Doom Eternal for worrywarts

Or, how I managed to stress out about a game about shotguns and demons

As someone who spends a great deal of time worrying over whether his writing is sufficiently deep, I came into Doom Eternal with a degree of skepticism. Could I, a refined individual of taste, enjoy a game whose aesthetic could accurately be described as “What if Justin McElroy was constantly doing the Munch Squad Theme while you make Pollock paintings out of demon brains?” Could you put a shotgun in my hand, gently pat me on the butt, and shove me in the direction of Hell?

Despite having played games my whole life, and despite having derived a great deal of joy and connection with others through the hobby, whenever I boot up a new game, I feel the need to justify it to myself. Well, putting aside the zombies, The Last of Us Part II is actually a study in multi-POV writing and mimics the way competing close-third or first-person narratives challenge the reader into a productive discomfort and produce a healthy distrust of hermetic stories of redemption or revenge. And did I mention the zombies? In a very real way, when considering buying a game, my mental calculation has become less about whether it might be fun and more about whether it might be ~~worthwhile~~. My reasoning for this is simple: I meant to finish writing a book in 2019, and here I am in 2021 with my new gray hairs, and so any time not spent in the service of that or my marriage or my job or my dog is time that could be spent on the book. Thus, anxiety has done what anxiety does: making joy into the abdication of personal responsibility and artistic ambition.

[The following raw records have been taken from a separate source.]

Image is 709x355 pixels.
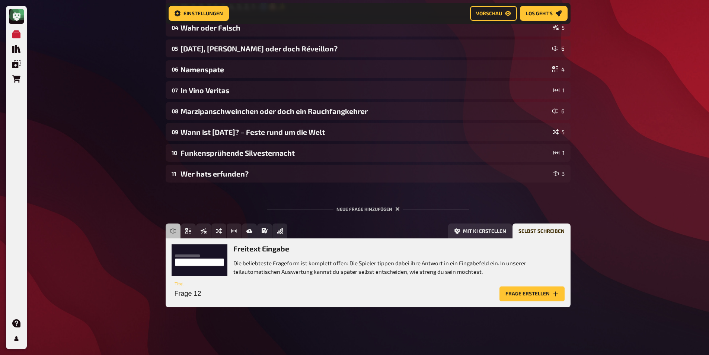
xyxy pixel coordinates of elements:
div: Wahr oder Falsch [181,23,550,32]
div: 6 [552,45,565,51]
button: Los geht's [520,6,568,21]
div: Funkensprühende Silvesternacht [181,149,551,157]
button: Einfachauswahl [181,223,196,238]
button: Offline Frage [272,223,287,238]
div: 5 [553,129,565,135]
button: Freitext Eingabe [166,223,181,238]
button: Mit KI erstellen [448,223,512,238]
button: Schätzfrage [227,223,242,238]
div: 07 [172,87,178,93]
span: Los geht's [526,11,553,16]
button: Frage erstellen [500,286,565,301]
div: Namenspate [181,65,549,74]
h3: Freitext Eingabe [233,244,565,253]
div: 10, 9, 8, 7, 6, 5, 4, 3, 2, 1 -🎆🎇✨ [181,2,551,11]
input: Titel [172,286,497,301]
button: Einstellungen [169,6,229,21]
div: Wer hats erfunden? [181,169,550,178]
button: Vorschau [470,6,517,21]
div: 5 [553,25,565,31]
div: In Vino Veritas [181,86,551,95]
div: [DATE], [PERSON_NAME] oder doch Réveillon? [181,44,549,53]
button: Bild-Antwort [242,223,257,238]
div: 4 [552,66,565,72]
div: 08 [172,108,178,114]
button: Sortierfrage [211,223,226,238]
div: 3 [553,170,565,176]
div: 04 [172,24,178,31]
div: Wann ist [DATE]? – Feste rund um die Welt [181,128,550,136]
span: Einstellungen [184,11,223,16]
div: 09 [172,128,178,135]
div: Marzipanschweinchen oder doch ein Rauchfangkehrer [181,107,549,115]
span: Vorschau [476,11,502,16]
button: Wahr / Falsch [196,223,211,238]
div: 10 [172,149,178,156]
button: Prosa (Langtext) [257,223,272,238]
div: 11 [172,170,178,177]
div: 1 [554,87,565,93]
div: Neue Frage hinzufügen [267,194,469,217]
div: 1 [554,150,565,156]
div: 6 [552,108,565,114]
div: 05 [172,45,178,52]
div: 06 [172,66,178,73]
p: Die beliebteste Frageform ist komplett offen: Die Spieler tippen dabei ihre Antwort in ein Eingab... [233,259,565,275]
button: Selbst schreiben [513,223,571,238]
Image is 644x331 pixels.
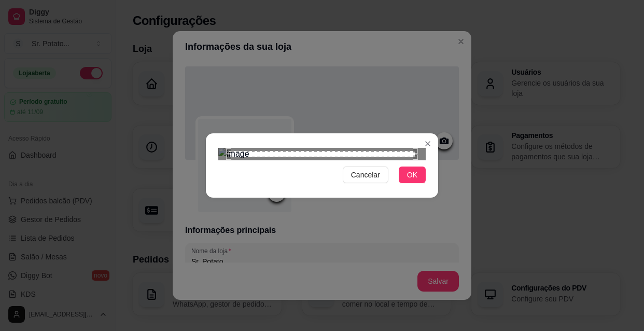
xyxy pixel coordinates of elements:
[407,169,418,181] span: OK
[351,169,380,181] span: Cancelar
[343,167,389,184] button: Cancelar
[399,167,426,184] button: OK
[229,151,416,157] div: Use the arrow keys to move the crop selection area
[218,148,426,160] img: image
[419,135,436,152] button: Close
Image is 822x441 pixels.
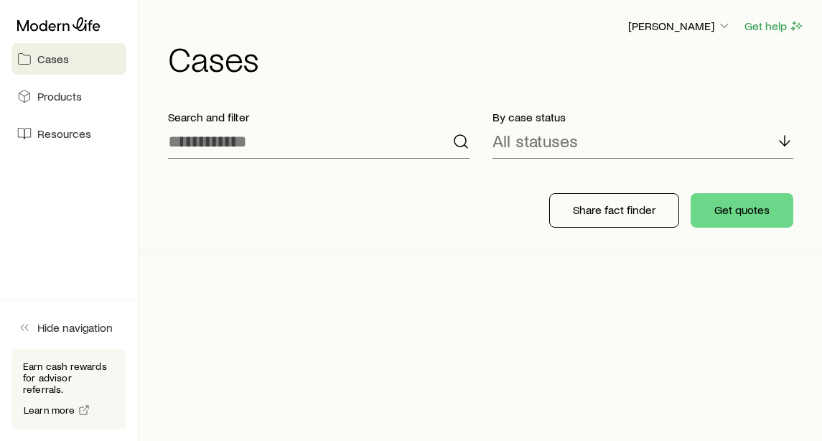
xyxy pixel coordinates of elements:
[24,405,75,415] span: Learn more
[573,202,655,217] p: Share fact finder
[37,126,91,141] span: Resources
[744,18,805,34] button: Get help
[492,131,578,151] p: All statuses
[11,312,126,343] button: Hide navigation
[492,110,794,124] p: By case status
[168,110,469,124] p: Search and filter
[11,349,126,429] div: Earn cash rewards for advisor referrals.Learn more
[168,41,805,75] h1: Cases
[690,193,793,228] button: Get quotes
[627,18,732,35] button: [PERSON_NAME]
[23,360,115,395] p: Earn cash rewards for advisor referrals.
[628,19,731,33] p: [PERSON_NAME]
[37,320,113,334] span: Hide navigation
[37,89,82,103] span: Products
[37,52,69,66] span: Cases
[549,193,679,228] button: Share fact finder
[11,118,126,149] a: Resources
[11,80,126,112] a: Products
[11,43,126,75] a: Cases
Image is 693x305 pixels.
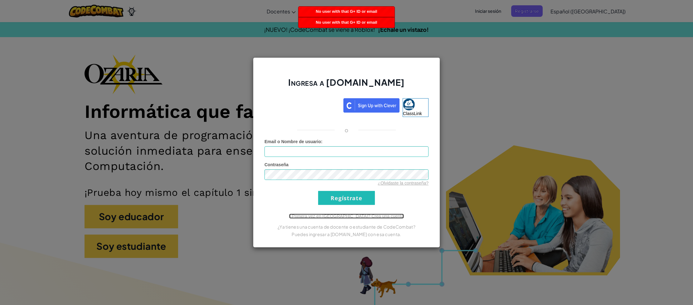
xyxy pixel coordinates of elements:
[343,98,399,113] img: clever_sso_button@2x.png
[264,162,288,167] span: Contraseña
[289,214,404,219] a: ¿Primera vez en [GEOGRAPHIC_DATA]? Crea una cuenta
[344,126,348,134] p: o
[378,181,428,185] a: ¿Olvidaste la contraseña?
[264,138,322,145] label: :
[403,111,422,116] span: ClassLink
[264,230,428,238] p: Puedes ingresar a [DOMAIN_NAME] con esa cuenta.
[318,191,375,205] input: Regístrate
[264,76,428,94] h2: Ingresa a [DOMAIN_NAME]
[316,9,377,14] span: No user with that G+ ID or email
[403,99,415,110] img: classlink-logo-small.png
[316,20,377,25] span: No user with that G+ ID or email
[261,98,343,111] iframe: Botón Iniciar sesión con Google
[264,139,321,144] span: Email o Nombre de usuario
[264,223,428,230] p: ¿Ya tienes una cuenta de docente o estudiante de CodeCombat?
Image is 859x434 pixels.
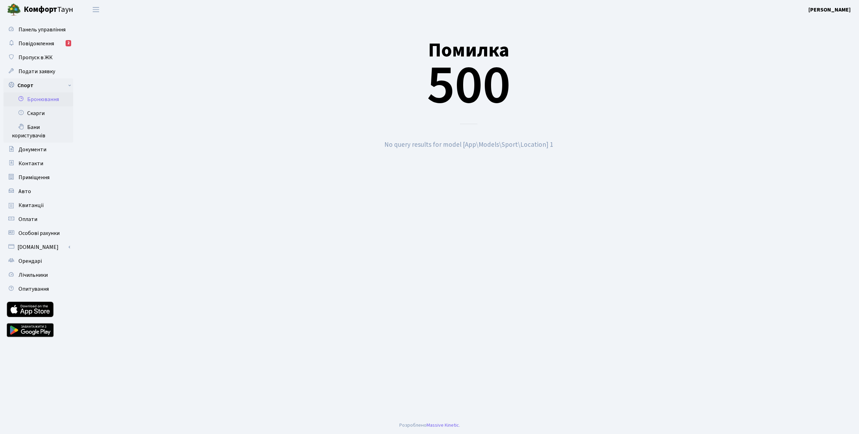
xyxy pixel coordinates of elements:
[3,240,73,254] a: [DOMAIN_NAME]
[3,212,73,226] a: Оплати
[3,157,73,171] a: Контакти
[3,37,73,51] a: Повідомлення2
[18,215,37,223] span: Оплати
[18,54,53,61] span: Пропуск в ЖК
[399,422,460,429] div: Розроблено .
[18,202,44,209] span: Квитанції
[426,422,459,429] a: Massive Kinetic
[18,257,42,265] span: Орендарі
[384,140,553,150] small: No query results for model [App\Models\Sport\Location] 1
[808,6,850,14] a: [PERSON_NAME]
[3,171,73,184] a: Приміщення
[7,3,21,17] img: logo.png
[3,198,73,212] a: Квитанції
[3,23,73,37] a: Панель управління
[3,51,73,65] a: Пропуск в ЖК
[89,22,848,124] div: 500
[3,184,73,198] a: Авто
[87,4,105,15] button: Переключити навігацію
[3,120,73,143] a: Бани користувачів
[24,4,73,16] span: Таун
[3,268,73,282] a: Лічильники
[18,146,46,153] span: Документи
[428,37,509,64] small: Помилка
[18,229,60,237] span: Особові рахунки
[3,65,73,78] a: Подати заявку
[18,160,43,167] span: Контакти
[24,4,57,15] b: Комфорт
[18,40,54,47] span: Повідомлення
[18,68,55,75] span: Подати заявку
[3,106,73,120] a: Скарги
[18,174,50,181] span: Приміщення
[18,26,66,33] span: Панель управління
[66,40,71,46] div: 2
[18,188,31,195] span: Авто
[3,282,73,296] a: Опитування
[3,92,73,106] a: Бронювання
[18,285,49,293] span: Опитування
[3,254,73,268] a: Орендарі
[3,226,73,240] a: Особові рахунки
[3,143,73,157] a: Документи
[3,78,73,92] a: Спорт
[18,271,48,279] span: Лічильники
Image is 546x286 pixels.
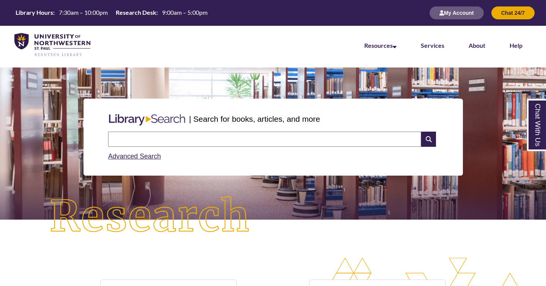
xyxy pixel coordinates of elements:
[430,6,484,19] button: My Account
[59,9,108,16] span: 7:30am – 10:00pm
[14,33,90,57] img: UNWSP Library Logo
[13,8,211,17] a: Hours Today
[113,8,159,17] th: Research Desk:
[469,42,486,49] a: About
[27,174,273,260] img: Research
[421,42,445,49] a: Services
[108,153,161,160] a: Advanced Search
[430,9,484,16] a: My Account
[492,6,535,19] button: Chat 24/7
[492,9,535,16] a: Chat 24/7
[105,111,189,129] img: Libary Search
[189,113,320,125] p: | Search for books, articles, and more
[510,42,523,49] a: Help
[365,42,397,49] a: Resources
[421,132,436,147] i: Search
[13,8,56,17] th: Library Hours:
[162,9,208,16] span: 9:00am – 5:00pm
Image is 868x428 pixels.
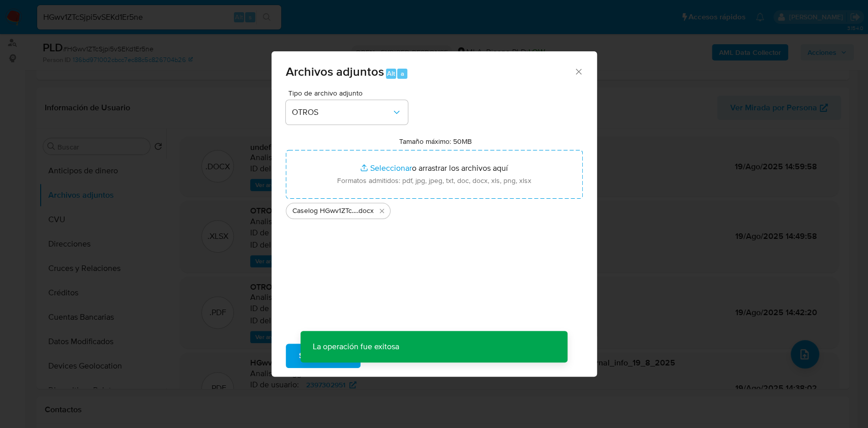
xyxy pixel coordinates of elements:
[286,198,583,219] ul: Archivos seleccionados
[299,345,347,367] span: Subir archivo
[401,68,404,79] span: a
[387,68,395,79] span: Alt
[574,67,583,75] button: Cerrar
[288,89,410,96] span: Tipo de archivo adjunto
[292,107,392,118] span: OTROS
[286,344,360,368] button: Subir archivo
[286,100,408,125] button: OTROS
[293,206,357,216] span: Caselog HGwv1ZTcSjpi5vSEKd1Er5ne_2025_07_18_07_40_24
[286,62,384,80] span: Archivos adjuntos
[376,205,388,217] button: Eliminar Caselog HGwv1ZTcSjpi5vSEKd1Er5ne_2025_07_18_07_40_24.docx
[399,137,472,146] label: Tamaño máximo: 50MB
[378,345,411,367] span: Cancelar
[357,206,374,216] span: .docx
[300,331,412,363] p: La operación fue exitosa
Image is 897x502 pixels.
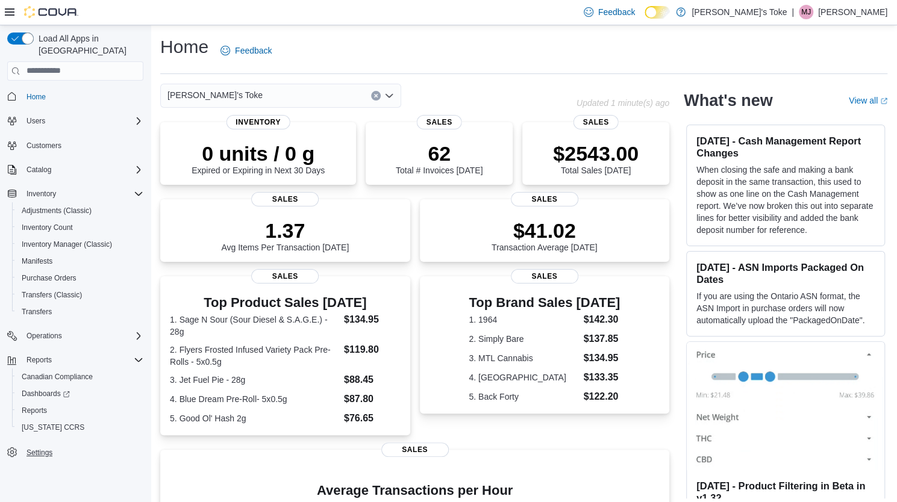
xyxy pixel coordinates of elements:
[801,5,811,19] span: MJ
[469,391,578,403] dt: 5. Back Forty
[17,421,143,435] span: Washington CCRS
[22,290,82,300] span: Transfers (Classic)
[12,253,148,270] button: Manifests
[170,344,339,368] dt: 2. Flyers Frosted Infused Variety Pack Pre-Rolls - 5x0.5g
[684,91,772,110] h2: What's new
[17,305,143,319] span: Transfers
[22,329,143,343] span: Operations
[696,164,875,236] p: When closing the safe and making a bank deposit in the same transaction, this used to show as one...
[22,274,77,283] span: Purchase Orders
[27,189,56,199] span: Inventory
[170,413,339,425] dt: 5. Good Ol' Hash 2g
[22,138,143,153] span: Customers
[160,35,208,59] h1: Home
[2,186,148,202] button: Inventory
[17,254,57,269] a: Manifests
[492,219,598,252] div: Transaction Average [DATE]
[221,219,349,252] div: Avg Items Per Transaction [DATE]
[17,237,143,252] span: Inventory Manager (Classic)
[170,484,660,498] h4: Average Transactions per Hour
[469,372,578,384] dt: 4. [GEOGRAPHIC_DATA]
[17,221,78,235] a: Inventory Count
[12,270,148,287] button: Purchase Orders
[251,269,319,284] span: Sales
[22,187,143,201] span: Inventory
[22,307,52,317] span: Transfers
[27,116,45,126] span: Users
[12,219,148,236] button: Inventory Count
[17,254,143,269] span: Manifests
[12,236,148,253] button: Inventory Manager (Classic)
[27,448,52,458] span: Settings
[22,329,67,343] button: Operations
[469,296,620,310] h3: Top Brand Sales [DATE]
[583,332,620,346] dd: $137.85
[22,240,112,249] span: Inventory Manager (Classic)
[417,115,462,130] span: Sales
[27,141,61,151] span: Customers
[396,142,483,175] div: Total # Invoices [DATE]
[583,390,620,404] dd: $122.20
[17,204,143,218] span: Adjustments (Classic)
[583,371,620,385] dd: $133.35
[469,314,578,326] dt: 1. 1964
[2,88,148,105] button: Home
[849,96,887,105] a: View allExternal link
[170,314,339,338] dt: 1. Sage N Sour (Sour Diesel & S.A.G.E.) - 28g
[22,423,84,433] span: [US_STATE] CCRS
[170,374,339,386] dt: 3. Jet Fuel Pie - 28g
[27,331,62,341] span: Operations
[645,6,670,19] input: Dark Mode
[22,372,93,382] span: Canadian Compliance
[17,404,52,418] a: Reports
[583,313,620,327] dd: $142.30
[22,206,92,216] span: Adjustments (Classic)
[17,271,81,286] a: Purchase Orders
[22,353,143,368] span: Reports
[2,352,148,369] button: Reports
[792,5,794,19] p: |
[24,6,78,18] img: Cova
[22,257,52,266] span: Manifests
[577,98,669,108] p: Updated 1 minute(s) ago
[17,204,96,218] a: Adjustments (Classic)
[22,223,73,233] span: Inventory Count
[34,33,143,57] span: Load All Apps in [GEOGRAPHIC_DATA]
[344,411,401,426] dd: $76.65
[17,404,143,418] span: Reports
[22,139,66,153] a: Customers
[469,333,578,345] dt: 2. Simply Bare
[384,91,394,101] button: Open list of options
[12,419,148,436] button: [US_STATE] CCRS
[12,202,148,219] button: Adjustments (Classic)
[22,389,70,399] span: Dashboards
[22,406,47,416] span: Reports
[696,290,875,327] p: If you are using the Ontario ASN format, the ASN Import in purchase orders will now automatically...
[12,402,148,419] button: Reports
[396,142,483,166] p: 62
[167,88,263,102] span: [PERSON_NAME]'s Toke
[344,373,401,387] dd: $88.45
[22,114,50,128] button: Users
[216,39,277,63] a: Feedback
[7,83,143,493] nav: Complex example
[27,355,52,365] span: Reports
[17,370,98,384] a: Canadian Compliance
[2,161,148,178] button: Catalog
[17,387,75,401] a: Dashboards
[27,92,46,102] span: Home
[553,142,639,175] div: Total Sales [DATE]
[22,89,143,104] span: Home
[692,5,787,19] p: [PERSON_NAME]'s Toke
[17,370,143,384] span: Canadian Compliance
[696,135,875,159] h3: [DATE] - Cash Management Report Changes
[12,386,148,402] a: Dashboards
[22,163,143,177] span: Catalog
[344,343,401,357] dd: $119.80
[598,6,635,18] span: Feedback
[17,421,89,435] a: [US_STATE] CCRS
[12,304,148,321] button: Transfers
[818,5,887,19] p: [PERSON_NAME]
[2,137,148,154] button: Customers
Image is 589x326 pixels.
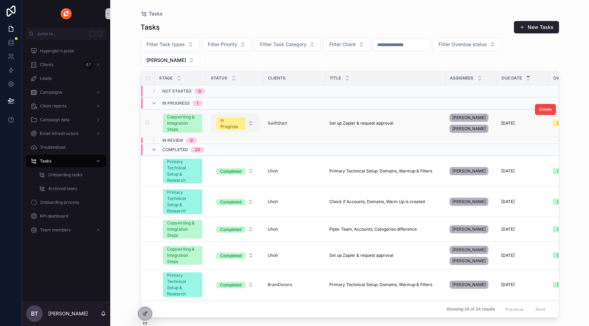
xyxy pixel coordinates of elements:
[197,101,199,106] div: 1
[501,253,545,258] a: [DATE]
[452,227,486,232] span: [PERSON_NAME]
[450,166,493,177] a: [PERSON_NAME]
[329,227,441,232] a: Piple: Team, Accounts, Categories difference
[501,227,545,232] a: [DATE]
[40,90,62,95] span: Campaigns
[452,115,486,121] span: [PERSON_NAME]
[163,114,202,133] a: Copywriting & Integration Steps
[450,245,493,267] a: [PERSON_NAME][PERSON_NAME]
[211,249,259,262] a: Select Button
[40,227,71,233] span: Team members
[40,131,79,136] span: Email Infrastructure
[268,253,278,258] a: Uhoh
[40,200,79,205] span: Onboarding process
[37,31,86,37] span: Jump to...
[557,168,572,174] div: On time
[452,247,486,253] span: [PERSON_NAME]
[557,120,574,126] div: Overdue
[324,38,370,51] button: Select Button
[260,41,307,48] span: Filter Task Category
[211,75,227,81] span: Status
[329,199,425,205] span: Check if Accounts, Domains, Warm Up is created
[268,121,321,126] a: SwiftStart
[329,282,441,288] a: Primary Technical Setup: Domains, Warmup & Filters
[163,159,202,184] a: Primary Technical Setup & Research
[163,190,202,214] a: Primary Technical Setup & Research
[268,282,292,288] a: BrainDonors
[167,190,198,214] div: Primary Technical Setup & Research
[220,227,242,233] div: Completed
[40,76,52,81] span: Leads
[268,169,278,174] a: Uhoh
[26,128,106,140] a: Email Infrastructure
[450,75,474,81] span: Assignees
[433,38,501,51] button: Select Button
[268,227,278,232] a: Uhoh
[268,121,287,126] a: SwiftStart
[447,307,495,313] span: Showing 24 of 24 results
[268,199,321,205] a: Uhoh
[97,31,103,37] span: K
[40,62,53,68] span: Clients
[439,41,487,48] span: Filter Overdue status
[452,126,486,132] span: [PERSON_NAME]
[329,121,394,126] span: Set up Zapier & request approval
[220,253,242,259] div: Completed
[268,169,321,174] a: Uhoh
[557,282,572,288] div: On time
[329,169,432,174] span: Primary Technical Setup: Domains, Warmup & Filters
[268,227,321,232] a: Uhoh
[48,186,77,192] span: Archived tasks
[167,159,198,184] div: Primary Technical Setup & Research
[199,89,201,94] div: 0
[26,114,106,126] a: Campaign data
[167,273,198,297] div: Primary Technical Setup & Research
[26,224,106,236] a: Team members
[450,112,493,134] a: [PERSON_NAME][PERSON_NAME]
[254,38,321,51] button: Select Button
[452,199,486,205] span: [PERSON_NAME]
[501,199,545,205] a: [DATE]
[26,196,106,209] a: Onboarding process
[26,28,106,40] button: Jump to...K
[208,41,237,48] span: Filter Priority
[220,169,242,175] div: Completed
[501,227,515,232] span: [DATE]
[211,223,259,236] button: Select Button
[268,282,321,288] a: BrainDonors
[450,196,493,207] a: [PERSON_NAME]
[220,282,242,288] div: Completed
[557,253,572,259] div: On time
[48,311,88,317] p: [PERSON_NAME]
[220,199,242,205] div: Completed
[452,258,486,264] span: [PERSON_NAME]
[159,75,173,81] span: Stage
[162,147,188,153] span: Completed
[211,279,259,291] button: Select Button
[501,282,515,288] span: [DATE]
[268,199,278,205] a: Uhoh
[190,138,193,143] div: 0
[329,282,432,288] span: Primary Technical Setup: Domains, Warmup & Filters
[146,41,185,48] span: Filter Task types
[450,224,493,235] a: [PERSON_NAME]
[211,250,259,262] button: Select Button
[40,159,51,164] span: Tasks
[34,169,106,181] a: Onboarding tasks
[329,199,441,205] a: Check if Accounts, Domains, Warm Up is created
[330,75,341,81] span: Title
[450,279,493,291] a: [PERSON_NAME]
[211,196,259,208] button: Select Button
[195,147,200,153] div: 23
[329,253,441,258] a: Set up Zapier & request approval
[141,38,199,51] button: Select Button
[202,38,252,51] button: Select Button
[141,22,160,32] h1: Tasks
[501,253,515,258] span: [DATE]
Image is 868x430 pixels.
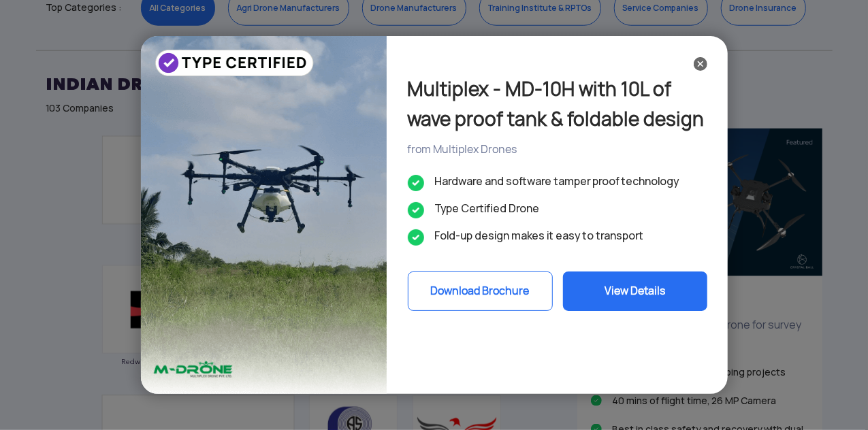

Enter Doom Eternal. One main story and the first of two DLCs later, I can safely say I’ve never played anything with less pretense. You play as “Doom Slayer,” a name so cratylic it circles back around to parodic. You start the game with one kind of shotgun and later earn a super shotgun, which, per its name, is like the other shotgun, but more. You have both a machete-like blade that extends from your forearm armor and a chainsaw that materializes when it is time to extract ammunition from the demon equivalent of Putties. The soundtrack accompanying your actions is a mixture between heavy metal and dubstep. The normal difficulty is called “Hurt Me Plenty.” It’s all rad as shit.

I’ve enjoyed the time I’ve spent with Doom Eternal. Does it have anything to say about the nature of sin, violence, or the multiplicity of shotguns? No. It’s big and loud and goes boom. Its main emotional export is that dumb grin you get from over-the-top things. Once I finish the final DLC, I probably won’t think about it again. So was it worth it?

Probably the wrong question. In some ways, I find myself revisiting the same questions I had more than a year ago playing Animal Crossing: New Horizons. Is it possible for me to play games anymore without thinking about the inexorable passage of time? Maybe not. When you’ve vocationalized your art, that same mentality turns back on leisure. When you’ve internalized the idea that work is worth, despite your evangelical efforts to convince friends to take care of themselves and take more breaks, the idea that you might spend a sliver of your life on something that produces nothing but silly glee becomes a reason to stress out even more.

Which is to say, Doom Eternal challenges me. Not intellectually. No. Absolutely not. But leisurely. It’s a very gamey game. You play it and have fun. That’s it. In being nothing but a good time, it asks me to have a good time. A good time with no pretense. A good time that goes boom. A good time with the time I have.

And yet here I am writing about it, making work out of play.